This week, the Senate Foreign Relations Committee drafted the Strategic Competition Act of 2021, the goal of which is to counter China’s expanding global influence. In particular, the draft measure mandates diplomatic and strategic initiatives to offset China’s technological development and associated military modernization efforts.

Consistent with earlier initiatives and ongoing regulatory efforts, export controls figure prominently in the act’s details. One noteworthy provision included reference to a Cold War-era organization to coordinate controls among key technology providers: “The United States should explore the value of establishing a body akin to the Coordinating Committee for Multilateral Export Controls (COCOM) that would specifically coordinate the export of United States and European Union sensitive technologies to the People’s Republic of China.”

Resuscitating COCOM is not a good idea.

Established in 1949 as an economic adjunct of NATO, COCOM was organized to ensure that trade with the Soviet Union and its allies did not enable the Soviet bloc to gain access to militarily relevant technology by coordinating the export control policies of the member countries. COCOM decisions were made collectively and unanimously. Because COCOM had no official treaty status, member countries were left to enact legislation consistent with the COCOM’s goals at their discretion and provide for its enforcement unilaterally.

Although a voluntary, informal organization, COCOM did have a way to make collective decisions regarding specific strategic exports to communist bloc countries — a function absent from the current multilateral export control regimes. Through the COCOM Secretariat based in Paris, France, COCOM members could veto proposed exports.

As a refinement to COCOM and in response to Chinese involvement in the Korean War, the United States petitioned for the creation of a separate committee, CHINCOM, to multilaterally control exports to communist China in 1952. Export controls by CHINCOM were considerably more restrictive and the corresponding lists more expansive than controls by COCOM (i.e., than controls over the Soviet bloc), which became known as the “China Differential.” In 1957, CHINCOM was formally incorporated into COCOM.

CHINCOM was never an easy sell. The British were reluctant to enforce stringent controls on industrial goods exports to Hong Kong for fear of diversion to the mainland. Japan, originally excluded from COCOM, was pushed into CHINCOM by the supreme commander for the allied powers, despite a growing trade relationship. Other European allies argued that the “China Differential” was pointless given the primitive state of the then-Chinese economy and the further hampered European effort to rebuild local economies through trade. These arguments would also be applied to COCOM throughout the Cold War.

COCOM endured, allied griping notwithstanding, until 1993, when it was transformed into the Wassenaar Arrangement. Unlike COCOM, Wassenaar does not have veto power over proposed exports, includes former targets as members and is not aimed explicitly at country targets. Wassenaar is the most likely repository of “emerging technologies,” the listing of which requires unanimous consent from disparate members like Russia; but it has endured and evolved to become the de facto multilateral export control regime for advanced military items and technologies.

The Strategic Competition Act of 2021 calls for an exploration of the value of creating a body akin to COCOM that would coordinate export control policy of the U.S. and the EU vis-a-vis China. Do we really need yet another “body,” one we collectively buried at the end of the last Cold War? Should we really omit inclusion of India, Japan, South Korea and other high-technology economies in a new technology denial regime? What would the new COCOM control beyond technologies already covered by Wassenaar or other regimes? How would the U.S. manage the various economic and security perceptions of China among proposed members?

Further, how would China respond to being targeted, as it had been in the past, by a new technology denial regime?

COCOM was a vehicle of the Cold War and was predicated on a largely unanimous threat perception among participants. Wassenaar endures, in part, because it is not similarly focused. The value proposition of a new COCOM is nil, as it is both retrograde and needlessly duplicative.

To the extent that Wassenaar cannot address U.S. national security objectives regarding technology trade, then, as others have recently suggested, the U.S. can pursue plurilateral arrangements, particularly over chokepoint technologies such as semiconductors.

Scott Jones is a nonresident fellow with the Trade, Technology, and Security program at the Stimson Center.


> [Your objective]:
Wherever a line in the data below holds "left", copy that line.

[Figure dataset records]
=======
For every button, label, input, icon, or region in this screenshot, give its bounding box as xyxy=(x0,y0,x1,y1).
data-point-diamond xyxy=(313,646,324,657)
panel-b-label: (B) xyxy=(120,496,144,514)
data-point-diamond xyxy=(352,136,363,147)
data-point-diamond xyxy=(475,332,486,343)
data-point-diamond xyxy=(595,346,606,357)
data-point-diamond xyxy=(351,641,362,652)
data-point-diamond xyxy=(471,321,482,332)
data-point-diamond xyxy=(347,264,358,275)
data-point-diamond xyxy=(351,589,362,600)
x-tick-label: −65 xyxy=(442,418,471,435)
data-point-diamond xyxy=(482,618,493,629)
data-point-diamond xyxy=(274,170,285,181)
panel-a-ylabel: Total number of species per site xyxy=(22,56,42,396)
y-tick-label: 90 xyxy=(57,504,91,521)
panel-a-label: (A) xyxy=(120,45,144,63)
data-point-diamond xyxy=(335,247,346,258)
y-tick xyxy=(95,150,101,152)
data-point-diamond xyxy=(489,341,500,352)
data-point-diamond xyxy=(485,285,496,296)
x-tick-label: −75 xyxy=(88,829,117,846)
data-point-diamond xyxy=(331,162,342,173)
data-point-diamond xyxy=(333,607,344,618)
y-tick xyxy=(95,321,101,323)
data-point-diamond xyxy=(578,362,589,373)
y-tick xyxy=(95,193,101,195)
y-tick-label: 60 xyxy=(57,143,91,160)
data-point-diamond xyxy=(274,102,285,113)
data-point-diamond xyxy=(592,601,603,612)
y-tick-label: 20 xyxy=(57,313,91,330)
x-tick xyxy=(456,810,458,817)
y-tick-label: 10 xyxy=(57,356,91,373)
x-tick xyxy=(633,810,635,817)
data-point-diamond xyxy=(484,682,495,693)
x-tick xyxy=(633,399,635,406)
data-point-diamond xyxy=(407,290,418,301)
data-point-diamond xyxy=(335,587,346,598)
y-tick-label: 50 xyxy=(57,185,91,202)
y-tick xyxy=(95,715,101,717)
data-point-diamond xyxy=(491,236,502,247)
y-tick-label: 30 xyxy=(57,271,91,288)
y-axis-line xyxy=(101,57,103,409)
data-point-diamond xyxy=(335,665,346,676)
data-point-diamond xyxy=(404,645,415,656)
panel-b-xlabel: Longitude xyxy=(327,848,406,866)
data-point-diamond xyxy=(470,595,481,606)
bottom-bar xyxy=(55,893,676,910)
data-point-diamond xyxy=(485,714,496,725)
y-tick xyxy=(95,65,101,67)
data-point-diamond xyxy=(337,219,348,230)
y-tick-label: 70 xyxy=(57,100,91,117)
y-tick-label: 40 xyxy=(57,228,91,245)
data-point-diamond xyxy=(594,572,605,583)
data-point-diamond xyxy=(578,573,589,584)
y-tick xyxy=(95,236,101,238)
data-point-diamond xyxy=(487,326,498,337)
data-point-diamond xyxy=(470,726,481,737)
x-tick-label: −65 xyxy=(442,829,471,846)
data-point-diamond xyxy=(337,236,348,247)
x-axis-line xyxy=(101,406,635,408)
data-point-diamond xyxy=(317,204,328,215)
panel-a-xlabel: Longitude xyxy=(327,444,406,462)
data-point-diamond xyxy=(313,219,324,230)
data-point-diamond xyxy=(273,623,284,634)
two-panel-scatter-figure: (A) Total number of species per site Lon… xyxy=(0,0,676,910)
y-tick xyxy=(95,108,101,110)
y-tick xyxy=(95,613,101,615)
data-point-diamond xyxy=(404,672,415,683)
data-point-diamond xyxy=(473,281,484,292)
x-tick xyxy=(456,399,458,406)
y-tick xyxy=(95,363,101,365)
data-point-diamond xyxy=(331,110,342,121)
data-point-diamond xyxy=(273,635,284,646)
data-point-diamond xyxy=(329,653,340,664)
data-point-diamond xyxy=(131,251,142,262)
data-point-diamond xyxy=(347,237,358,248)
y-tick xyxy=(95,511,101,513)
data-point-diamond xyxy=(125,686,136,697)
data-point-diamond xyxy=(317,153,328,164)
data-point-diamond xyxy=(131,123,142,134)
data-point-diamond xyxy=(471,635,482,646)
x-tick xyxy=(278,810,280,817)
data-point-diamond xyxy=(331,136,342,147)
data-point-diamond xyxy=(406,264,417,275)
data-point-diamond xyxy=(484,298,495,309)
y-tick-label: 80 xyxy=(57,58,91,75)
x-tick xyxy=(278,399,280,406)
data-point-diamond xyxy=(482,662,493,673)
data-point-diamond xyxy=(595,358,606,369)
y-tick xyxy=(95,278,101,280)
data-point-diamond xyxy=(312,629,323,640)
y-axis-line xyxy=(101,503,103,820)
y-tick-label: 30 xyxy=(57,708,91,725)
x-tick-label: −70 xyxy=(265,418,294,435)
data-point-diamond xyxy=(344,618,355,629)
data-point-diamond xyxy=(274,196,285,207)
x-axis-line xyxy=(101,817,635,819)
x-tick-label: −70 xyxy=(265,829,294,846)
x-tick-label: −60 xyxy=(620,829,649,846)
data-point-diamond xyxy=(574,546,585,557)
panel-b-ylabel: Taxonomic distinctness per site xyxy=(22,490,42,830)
=======
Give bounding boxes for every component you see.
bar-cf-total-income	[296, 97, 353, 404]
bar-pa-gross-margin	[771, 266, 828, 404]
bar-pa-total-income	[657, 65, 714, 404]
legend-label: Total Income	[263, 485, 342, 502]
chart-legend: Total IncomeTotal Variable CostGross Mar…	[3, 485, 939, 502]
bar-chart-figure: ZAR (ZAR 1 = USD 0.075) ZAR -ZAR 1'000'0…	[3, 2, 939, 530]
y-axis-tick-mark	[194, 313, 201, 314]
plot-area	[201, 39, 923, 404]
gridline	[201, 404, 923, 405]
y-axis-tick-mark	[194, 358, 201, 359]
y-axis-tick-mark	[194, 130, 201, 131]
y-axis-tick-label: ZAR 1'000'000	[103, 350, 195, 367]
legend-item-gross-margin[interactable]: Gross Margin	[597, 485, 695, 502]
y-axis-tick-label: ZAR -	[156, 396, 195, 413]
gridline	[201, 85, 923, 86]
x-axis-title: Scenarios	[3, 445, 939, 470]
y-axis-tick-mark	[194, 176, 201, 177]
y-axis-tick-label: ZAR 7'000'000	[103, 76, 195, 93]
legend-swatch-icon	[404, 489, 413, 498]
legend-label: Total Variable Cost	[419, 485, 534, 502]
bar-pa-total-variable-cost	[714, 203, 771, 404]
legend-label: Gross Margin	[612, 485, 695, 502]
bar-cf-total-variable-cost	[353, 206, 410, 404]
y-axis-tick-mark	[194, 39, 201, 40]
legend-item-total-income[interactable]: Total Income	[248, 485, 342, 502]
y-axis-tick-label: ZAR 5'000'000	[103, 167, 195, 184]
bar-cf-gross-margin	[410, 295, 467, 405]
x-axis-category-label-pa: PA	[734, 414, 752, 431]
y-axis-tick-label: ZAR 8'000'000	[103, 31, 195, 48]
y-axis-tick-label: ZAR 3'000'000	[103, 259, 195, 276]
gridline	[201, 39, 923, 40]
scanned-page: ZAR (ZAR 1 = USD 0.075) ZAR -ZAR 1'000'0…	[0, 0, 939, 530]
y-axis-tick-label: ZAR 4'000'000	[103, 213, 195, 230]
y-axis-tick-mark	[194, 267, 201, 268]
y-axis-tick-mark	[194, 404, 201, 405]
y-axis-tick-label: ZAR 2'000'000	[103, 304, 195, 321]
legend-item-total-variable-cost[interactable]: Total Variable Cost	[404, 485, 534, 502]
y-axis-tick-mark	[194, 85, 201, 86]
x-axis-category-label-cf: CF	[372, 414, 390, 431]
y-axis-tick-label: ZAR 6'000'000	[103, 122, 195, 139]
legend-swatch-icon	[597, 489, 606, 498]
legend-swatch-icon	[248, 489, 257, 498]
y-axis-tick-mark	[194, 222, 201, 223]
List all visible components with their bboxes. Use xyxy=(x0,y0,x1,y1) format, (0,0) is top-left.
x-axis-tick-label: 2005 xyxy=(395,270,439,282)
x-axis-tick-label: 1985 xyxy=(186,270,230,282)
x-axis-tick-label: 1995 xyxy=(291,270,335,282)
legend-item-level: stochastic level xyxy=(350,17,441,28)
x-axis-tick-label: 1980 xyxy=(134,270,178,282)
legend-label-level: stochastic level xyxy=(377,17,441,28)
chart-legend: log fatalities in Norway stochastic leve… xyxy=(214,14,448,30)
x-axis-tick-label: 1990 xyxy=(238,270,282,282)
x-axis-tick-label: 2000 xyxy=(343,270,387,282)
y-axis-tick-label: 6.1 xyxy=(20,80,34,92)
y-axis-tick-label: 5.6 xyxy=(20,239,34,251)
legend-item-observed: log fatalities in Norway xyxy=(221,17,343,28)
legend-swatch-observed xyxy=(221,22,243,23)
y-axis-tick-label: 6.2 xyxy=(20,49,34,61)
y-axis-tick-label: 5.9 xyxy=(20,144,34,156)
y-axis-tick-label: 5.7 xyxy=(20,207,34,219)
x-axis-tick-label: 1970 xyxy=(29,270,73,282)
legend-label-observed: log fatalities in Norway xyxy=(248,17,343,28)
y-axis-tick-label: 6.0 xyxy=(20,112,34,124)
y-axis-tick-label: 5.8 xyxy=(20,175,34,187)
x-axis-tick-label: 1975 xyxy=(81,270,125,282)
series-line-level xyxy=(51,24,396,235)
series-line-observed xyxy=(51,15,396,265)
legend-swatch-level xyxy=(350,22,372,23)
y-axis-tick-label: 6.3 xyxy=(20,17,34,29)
=======
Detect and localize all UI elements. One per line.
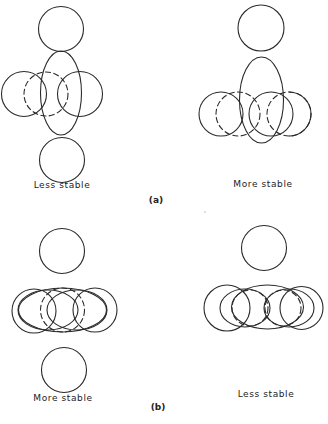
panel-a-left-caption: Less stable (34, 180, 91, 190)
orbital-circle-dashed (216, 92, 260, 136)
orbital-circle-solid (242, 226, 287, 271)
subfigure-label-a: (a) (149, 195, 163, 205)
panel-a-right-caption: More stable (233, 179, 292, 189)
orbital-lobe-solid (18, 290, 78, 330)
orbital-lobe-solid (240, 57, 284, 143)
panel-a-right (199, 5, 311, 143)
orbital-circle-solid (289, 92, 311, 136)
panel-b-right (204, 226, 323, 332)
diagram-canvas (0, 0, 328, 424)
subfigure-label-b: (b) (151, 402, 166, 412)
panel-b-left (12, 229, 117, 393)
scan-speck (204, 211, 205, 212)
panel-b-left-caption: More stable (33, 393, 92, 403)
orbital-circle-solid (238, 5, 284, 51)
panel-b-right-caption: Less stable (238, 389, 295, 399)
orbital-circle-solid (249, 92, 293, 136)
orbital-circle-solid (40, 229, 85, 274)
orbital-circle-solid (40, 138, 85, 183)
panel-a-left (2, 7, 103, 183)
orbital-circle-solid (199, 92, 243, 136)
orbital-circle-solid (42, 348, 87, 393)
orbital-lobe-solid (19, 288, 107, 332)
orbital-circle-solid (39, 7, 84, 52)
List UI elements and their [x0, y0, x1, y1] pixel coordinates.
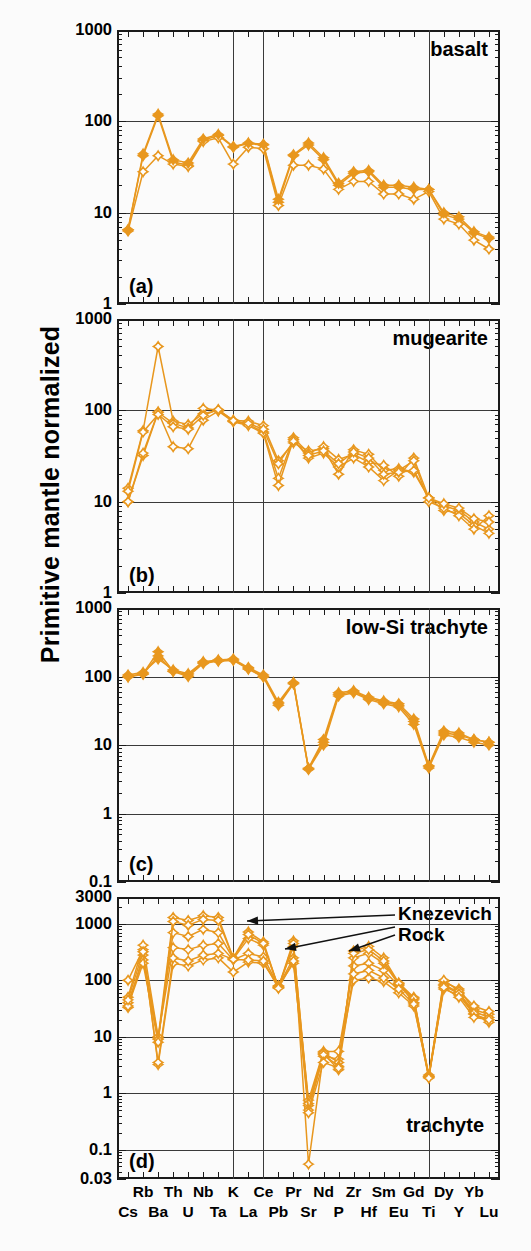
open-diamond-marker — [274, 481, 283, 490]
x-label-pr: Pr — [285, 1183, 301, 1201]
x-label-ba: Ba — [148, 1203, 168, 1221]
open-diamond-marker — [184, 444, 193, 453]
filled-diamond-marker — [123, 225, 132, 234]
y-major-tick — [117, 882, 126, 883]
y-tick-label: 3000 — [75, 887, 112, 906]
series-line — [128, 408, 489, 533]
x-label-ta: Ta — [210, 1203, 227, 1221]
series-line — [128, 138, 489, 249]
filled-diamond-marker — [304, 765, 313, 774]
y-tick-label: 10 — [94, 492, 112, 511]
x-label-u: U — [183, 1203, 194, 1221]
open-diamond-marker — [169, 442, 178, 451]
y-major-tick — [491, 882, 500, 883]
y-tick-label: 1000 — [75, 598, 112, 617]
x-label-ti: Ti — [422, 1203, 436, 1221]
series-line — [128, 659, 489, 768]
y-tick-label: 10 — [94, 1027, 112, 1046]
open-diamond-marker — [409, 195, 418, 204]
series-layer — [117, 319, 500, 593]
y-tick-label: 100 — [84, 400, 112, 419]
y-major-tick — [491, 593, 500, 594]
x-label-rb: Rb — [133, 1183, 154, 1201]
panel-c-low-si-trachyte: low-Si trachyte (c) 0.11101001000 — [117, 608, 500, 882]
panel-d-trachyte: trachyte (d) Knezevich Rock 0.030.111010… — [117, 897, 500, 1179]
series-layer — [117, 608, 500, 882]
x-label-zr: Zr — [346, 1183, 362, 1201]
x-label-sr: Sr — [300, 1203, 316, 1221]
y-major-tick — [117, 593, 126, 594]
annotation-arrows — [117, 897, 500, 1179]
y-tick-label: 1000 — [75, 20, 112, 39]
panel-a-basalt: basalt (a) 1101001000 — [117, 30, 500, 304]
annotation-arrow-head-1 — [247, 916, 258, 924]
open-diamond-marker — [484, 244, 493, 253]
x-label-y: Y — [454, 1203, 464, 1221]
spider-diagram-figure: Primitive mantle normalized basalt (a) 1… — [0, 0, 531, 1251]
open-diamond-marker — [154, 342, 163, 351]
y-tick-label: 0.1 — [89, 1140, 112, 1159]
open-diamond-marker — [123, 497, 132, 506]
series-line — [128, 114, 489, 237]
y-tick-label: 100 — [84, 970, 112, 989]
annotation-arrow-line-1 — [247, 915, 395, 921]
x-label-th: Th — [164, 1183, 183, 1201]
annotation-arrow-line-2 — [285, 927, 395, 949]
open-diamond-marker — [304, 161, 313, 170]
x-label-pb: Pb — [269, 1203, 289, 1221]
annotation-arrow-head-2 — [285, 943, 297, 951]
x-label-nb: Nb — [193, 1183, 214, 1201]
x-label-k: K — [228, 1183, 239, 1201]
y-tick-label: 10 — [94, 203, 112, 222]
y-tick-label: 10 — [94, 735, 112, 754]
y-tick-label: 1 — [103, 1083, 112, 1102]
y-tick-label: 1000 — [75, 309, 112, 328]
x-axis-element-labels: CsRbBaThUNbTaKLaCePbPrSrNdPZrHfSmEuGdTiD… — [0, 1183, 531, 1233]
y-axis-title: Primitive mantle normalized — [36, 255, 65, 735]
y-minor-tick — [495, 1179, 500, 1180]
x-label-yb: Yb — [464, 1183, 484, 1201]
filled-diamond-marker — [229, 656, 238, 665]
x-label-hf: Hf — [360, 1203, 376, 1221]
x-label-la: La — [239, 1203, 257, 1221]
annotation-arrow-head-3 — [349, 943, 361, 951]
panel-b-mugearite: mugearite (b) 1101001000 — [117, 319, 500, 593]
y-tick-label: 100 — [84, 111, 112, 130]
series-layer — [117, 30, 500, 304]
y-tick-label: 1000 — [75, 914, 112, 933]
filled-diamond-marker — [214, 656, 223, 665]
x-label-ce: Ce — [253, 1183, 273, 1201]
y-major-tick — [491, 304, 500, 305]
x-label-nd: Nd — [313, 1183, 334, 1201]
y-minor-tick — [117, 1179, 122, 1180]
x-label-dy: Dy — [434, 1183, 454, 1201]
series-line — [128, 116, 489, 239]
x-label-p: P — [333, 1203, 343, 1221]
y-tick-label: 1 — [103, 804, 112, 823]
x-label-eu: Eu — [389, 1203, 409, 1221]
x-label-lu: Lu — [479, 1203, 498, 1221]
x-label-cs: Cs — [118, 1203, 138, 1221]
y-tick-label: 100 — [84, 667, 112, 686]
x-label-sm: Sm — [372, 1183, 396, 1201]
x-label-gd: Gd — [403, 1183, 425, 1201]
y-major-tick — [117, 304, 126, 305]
=======
> [Result of this exercise]:
List all visible components with their bboxes. Use xyxy=(x0,y0,x1,y1) format, (0,0) is top-left.
panel-a-left-caption: Less stable (34, 180, 91, 190)
panel-b-left (12, 229, 117, 393)
panel-b-left-caption: More stable (33, 393, 92, 403)
panel-a-left (2, 7, 103, 183)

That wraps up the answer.